InterviewStack.io LogoInterviewStack.io

Aggregation Functions and Group By Questions

Fundamentals of aggregation in Structured Query Language covering aggregate functions such as COUNT, SUM, AVG, MIN, and MAX and how to use them to calculate totals, averages, minima, maxima, and row counts. Includes mastery of the GROUP BY clause to group rows by one or more dimensions such as customer, product, region, or time period, and producing metrics like total revenue by month, average order value by product, or count of transactions by date. Covers the HAVING clause for filtering aggregated groups and explains how it differs from WHERE, which filters rows before aggregation. Also addresses related topics commonly tested in interviews and practical problems: grouping by multiple columns, grouping on expressions and date truncation, using DISTINCT inside aggregates, handling NULL values, ordering and limiting grouped results, using aggregates in subqueries or derived tables, and basic performance considerations when aggregating large datasets. Practice examples include calculating monthly revenue, finding customers with more than a threshold number of orders, and identifying top products by sales.

MediumTechnical
0 practiced
Given orders(order_id, customer_id, amount, created_at), write a query to find customers who placed more than 10 orders and have an average order amount greater than 100. Return customer_id, order_count, avg_order_amount. Explain why WHERE cannot be used to filter aggregated groups and why HAVING is needed.
MediumTechnical
0 practiced
Orders table includes some rows with amount = NULL for refunded/cancelled orders. Write a query to compute average order amount per customer where NULL amounts should be treated as zero. Return customer_id and adjusted_avg. Explain the difference between AVG(amount) and AVG(COALESCE(amount,0)).
EasyTechnical
0 practiced
Schema:
orders(order_id, customer_id, occurred_at timestamp)
Write a SQL query that returns daily unique customers (distinct count) for the past 14 days: columns day, unique_customers. Use COUNT(DISTINCT ...) and explain how COUNT and COUNT(DISTINCT) handle NULL values and duplicates.
MediumTechnical
0 practiced
Design a SQL approach to aggregate hierarchical geography sales: country -> region -> city. Provide an example using ROLLUP or GROUPING SETS to produce subtotals at each level and explain how to display hierarchy in a BI tool that consumes this result.
HardTechnical
0 practiced
You used HAVING MAX(order_date) > '2024-01-01' to filter groups, but an analyst raises concerns about ambiguous semantics and performance. Explain potential pitfalls and show a safer rewrite (e.g., using a subquery that precomputes max per group).

Unlock Full Question Bank

Get access to hundreds of Aggregation Functions and Group By interview questions and detailed answers.

Sign in to Continue

Join thousands of developers preparing for their dream job.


Transcribe only part of the material below: the lines from the one containing "You are a GUI" through the one containing "The width and height of the screenshot is (773, 389).", inclusive, exactly as written.

━━━ RECORDED DATA ━━━

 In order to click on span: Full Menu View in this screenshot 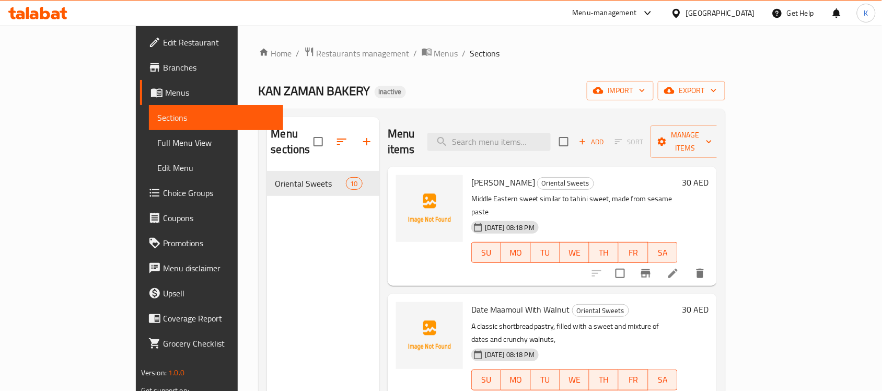, I will do `click(216, 143)`.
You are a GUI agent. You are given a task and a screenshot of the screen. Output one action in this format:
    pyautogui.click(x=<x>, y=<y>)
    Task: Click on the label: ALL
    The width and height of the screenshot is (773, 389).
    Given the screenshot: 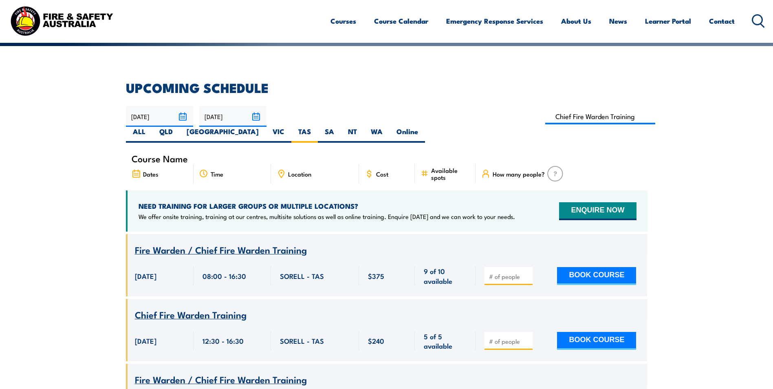 What is the action you would take?
    pyautogui.click(x=139, y=134)
    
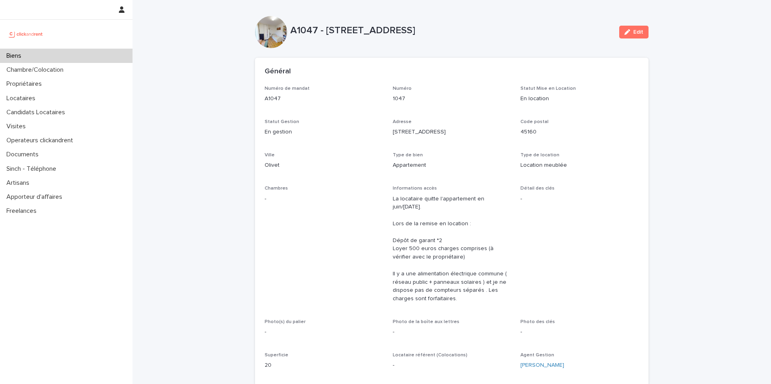 The height and width of the screenshot is (384, 771). What do you see at coordinates (276, 356) in the screenshot?
I see `span: Superficie` at bounding box center [276, 356].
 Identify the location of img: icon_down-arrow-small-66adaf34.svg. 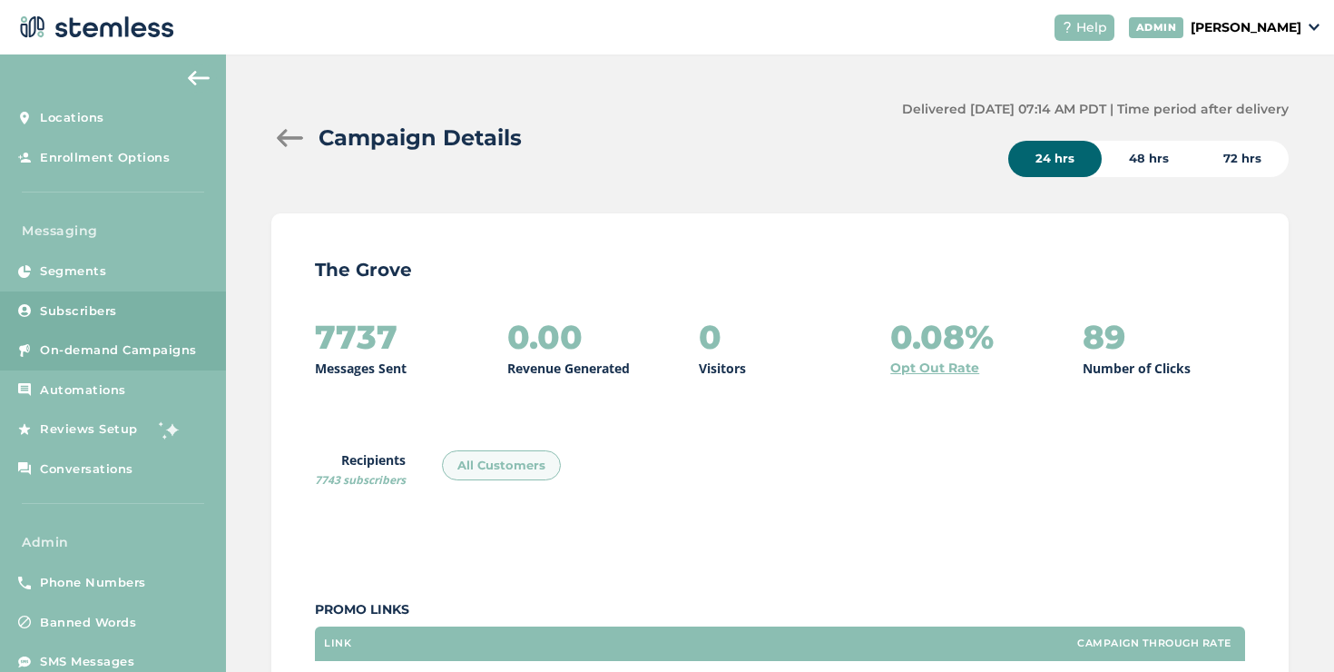
(1314, 27).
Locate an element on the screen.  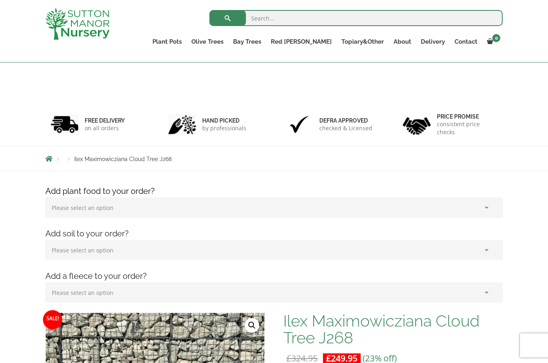
a: Bay Trees is located at coordinates (247, 42).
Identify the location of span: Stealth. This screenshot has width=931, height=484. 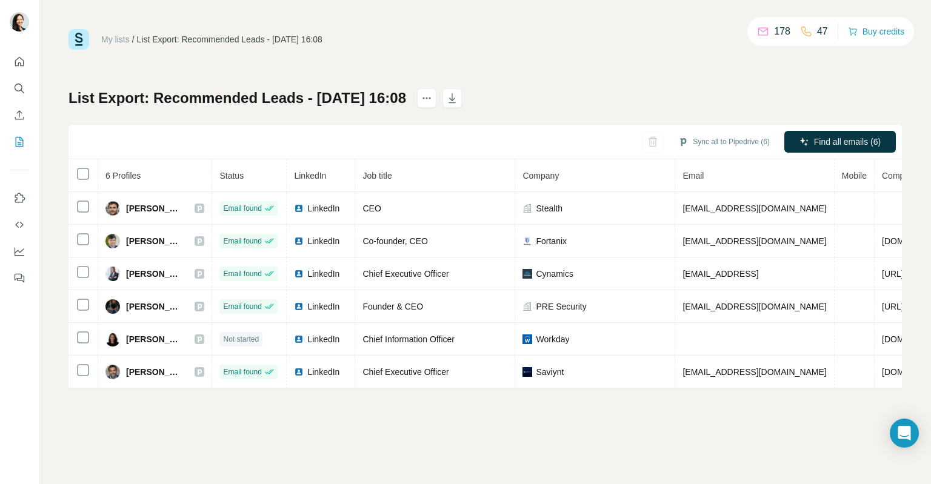
(549, 209).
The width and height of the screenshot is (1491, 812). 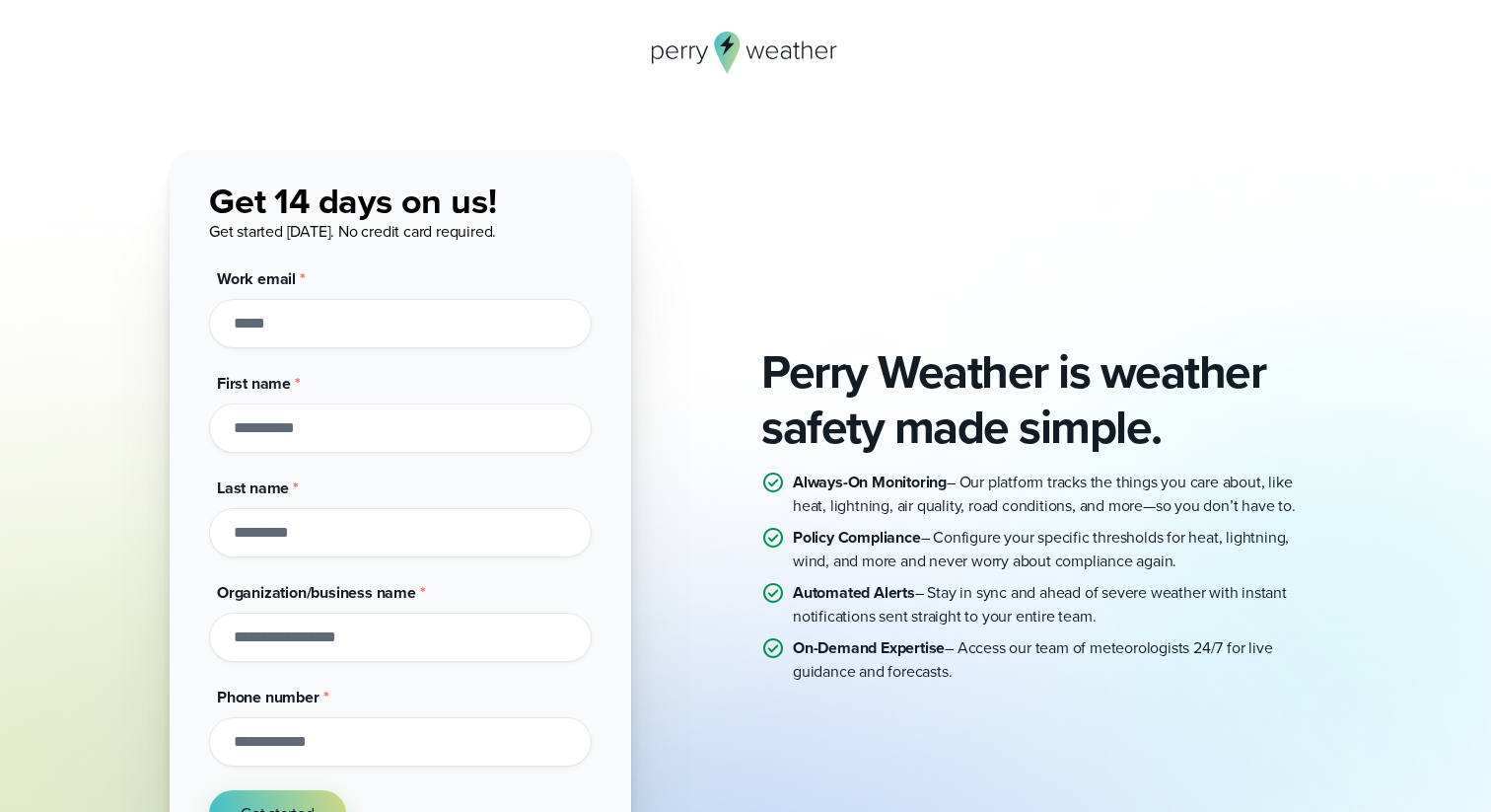 I want to click on span: Organization/business name, so click(x=317, y=591).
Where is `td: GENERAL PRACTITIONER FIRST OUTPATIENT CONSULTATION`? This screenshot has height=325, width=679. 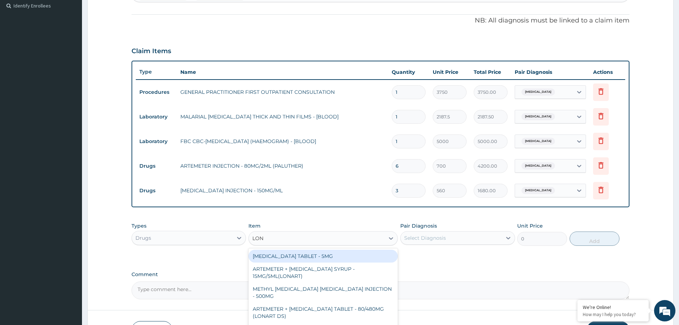 td: GENERAL PRACTITIONER FIRST OUTPATIENT CONSULTATION is located at coordinates (282, 92).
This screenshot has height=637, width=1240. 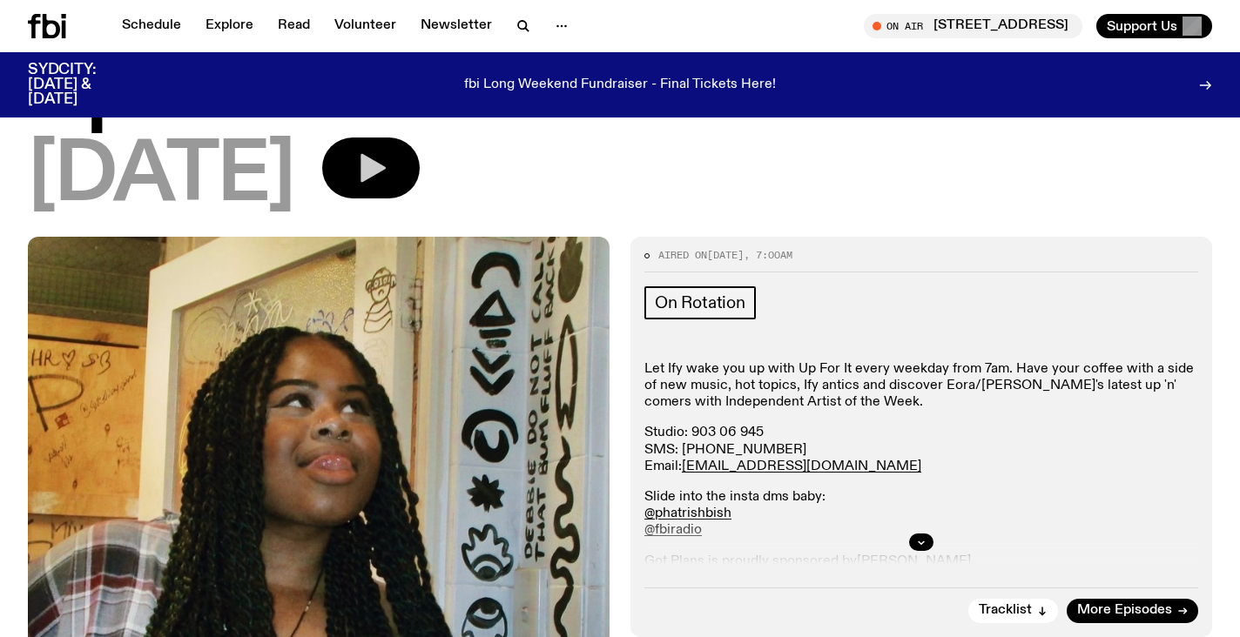 What do you see at coordinates (921, 387) in the screenshot?
I see `p: Let Ify wake you up with Up For It every weekday from 7am. Have your coffee with a side of new mu...` at bounding box center [921, 387].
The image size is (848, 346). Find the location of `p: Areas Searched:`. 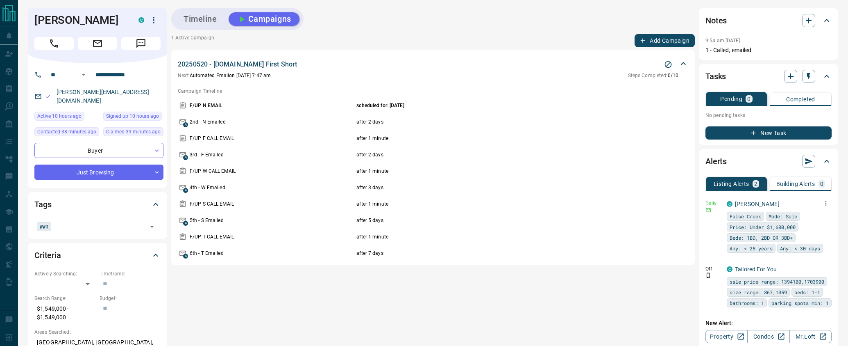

━━━

▶ [RESULT OF THIS TASK]:
You are a GUI agent. You are given a task and a screenshot of the screen. Output one action in this format:
    pyautogui.click(x=<x>, y=<y>)
    Task: Click on the label: ALL
    The width and height of the screenshot is (773, 389).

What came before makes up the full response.